The circulation of traditions, disciplines and food knowledge via the concrete process of kitchen collaboration is the material unfolding of the future of food.
The sharing of techniques, recipes and foods not to mention culinary tools prefigures broader communizations of skill and techniques as well as possessions.
Discussion Questions:
Have you ever played with hot and cold in a sink or bath? Have you ever played in the mud as a child ? Can you think of ways that you have played with multiple temperatures or props or elements?
Can you think of ways to play with opposite elements that make a temporary sculpture or unique mixture?
Can you think of how different meals have been planned to include a balanced set of elementally associated foods or a balanced set of temperatures?
V. How to organize a kitchen council
A kitchen council is organized by people who will help cook and who adopt at least one shared political stance on how that cooking works.
A kitchen council cannot be less than 3 people but the kernel of a kitchen council organization surely starts with a conversation between 2 people.
3 people amount to a grouping that can make collective statements and push for initiatives.
Once those three or more people have been found, the kitchen council can write or formulate a collective statement on how cooking should be done.
Once a collective statement has been written, meetings should be planned for how to ensure that cooking in that kitchen can be done in keeping with said statement.
When one kitchen council has been founded, it can connect to other groupings of people to ensure its principles can be made manifest in the broader world.
Discussion Questions:
Have you ever gotten a group of professional contacts to work together ? What does that look like?
Have you ever written a collective document for a small grouping? What does that look like?
Have you ever tried to collaborate on a writing or creative project ? What is that like ?
VII. Reciprocities between eaters and cooks: accessibility as a practice of care
Each time food must cooked for a group of people, whether it is just for the evening or for a week or month of presence, some people do more cooking than others.
Separations between eaters and cooks, when they are absolute, can destroy kitchen convivialities.
A set of techniques and practices must be set up to assure communication between eaters and cooks.
The demand of accessibility has challenged the absolute autonomy of those taking on cooking work.
Cooks when they admit the realities of allergies and disabilities, must learn a new spontaneity based on suspending practices for embodied reasonings.
Simultaneously, as accessibility is recognizing needs of eaters, the kitchen must be accessible for cooks.
The ask of accessibility is a form of care from the eater and the cook.
Just as much as cooks make the food accessible to the eaters via communicating which foods were cooked with which allergens. Or just like when cooks let some people skip food lines when there are accessibility reasons to do so; eaters must make cooking workable through gratitude.
The sharing of gratitude is a practice of accessibility and of care.
When eaters of food do gestures to thank the cooks like tapping their plates, they make cooking more accessible emotionally by making cooks feel appreciated.
Discussion questions:
Has a kitchen you have been involved in ever made efforts to cater to the needs of people with allergies? What could better allergy planning look like ?
Do cooks you have been around receive gratitude and appreciation from the people they cook for? What could better practices of food gratitude look like?

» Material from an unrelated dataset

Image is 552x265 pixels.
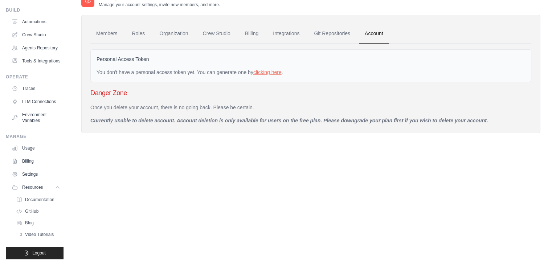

Have you seen reciprocity between cooks and people being cooked for? How can that improve in a radical context?
VIII. Tierra/Comida: food as a sensory incarnation of connection to land
Capitalist alienation (as described by Marx in Economic and Philosophical Manuscripts of 1844) separates us from the land.
Food is a tangible connection between our bodies and the land around us.
When the food we eat is processed and is native to and exported from other places, we are alienated from the food of our biome.
Liberatory food practices have to be based in a conscious connection between the bioregion and the food being eaten.
When we eat food foraged or farmed around us, we connect to the bioregion.
Jewish rituals used specific foods to remember specific histories.
Communists or anarchists invested in transcending the binary between urban and rural can use food to help root people in their bioregion.
Our food will always be a product of the land. Whether our food is a product of land we recognize or not is up to us.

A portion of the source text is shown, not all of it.